Sunday, April 27, 2014

From Journalist to Writer: How Difficult is the Transition?

In a recent interview with several book bloggers about my book Finding Billy Battles, I was asked if the transition from journalist to writer was difficult. Here is how I answered:

It was not as difficult as some people might think. For one thing, journalists ARE writers. In fact, writing compelling nonfiction is in some ways even more difficult than writing fiction. For one thing, you are constrained by the facts, the people you talk with and the events you cover, whereas authors of fiction are allowed to invent facts, people and events.

Some of the writing I am most proud of during my days as a foreign correspondent with the Chicago Tribune were my longer form cover stories I wrote for the Chicago Tribune Sunday Magazine. These were 3,000-5,000 word profiles of people and events and places.

For example, I once did a cover piece on Bangkok's Klongs (canals) and the people who live and work along them. I did another on the Amazon River basin and yet another on late Total Quality Management guru W. Edwards Deming. I still look at those pieces and marvel that I even wrote them.

I consider my 27 years as a journalist the best training ground I could have had for writing fiction. I learned how to gather information, how to organize it and how to write it compellingly. Reporting is the journalist's word for Research. 

And research is critical to anybody who writes historical fiction--or any fiction for that matter, even science fiction. If you don't have a command of some science, scientific theory, physics, or some other facet of scientific thought when attempting to create an imagined world or universe, your readers will not be able to suspend belief. For one thing, they won't trust you.
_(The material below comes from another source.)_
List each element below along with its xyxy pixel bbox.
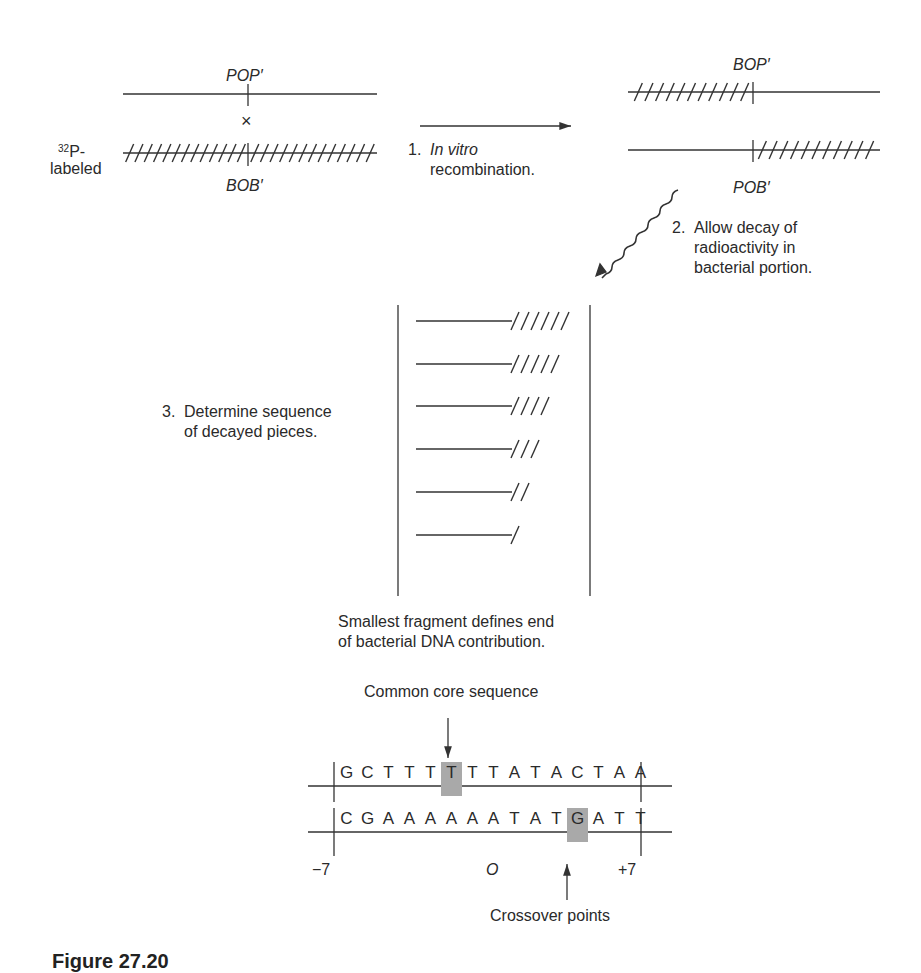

As I learned during my life covering war, revolution and other forms of mayhem from S.E. Asia to China to El Salvador and Nicaragua, trust is critical for a journalist. It is a key measure of one's credibility. Without credibility a journalist is nothing more than a hack.

Today hundreds of thousands of hacks populate the blogosphere spewing forth whatever they want with little or no credibility to back them up. Many have no idea how to do accurate news gathering and instead grab whatever they can from secondary or tertiary sources to support whatever political agenda they may adhere to or are intent on promoting.

That is NOT journalism. That is "Hackery." I think the same can be said for lazy authors who fail to do requisite research for their books.


So, for me the transition from journalist to author of fiction was fairly seamless. Granted, writing fiction requires a different form of creativity. You are, after all, creating people, events, places, conflict, etc. from some inner place. 

In my case, I have attempted to do my creating not only from my inner muse, but from my own experiences and interactions with the broad array of both good and bad but always fascinating people I came to know during my days traveling the world for the Chicago Tribune. That is why I call my book a work of "Faction."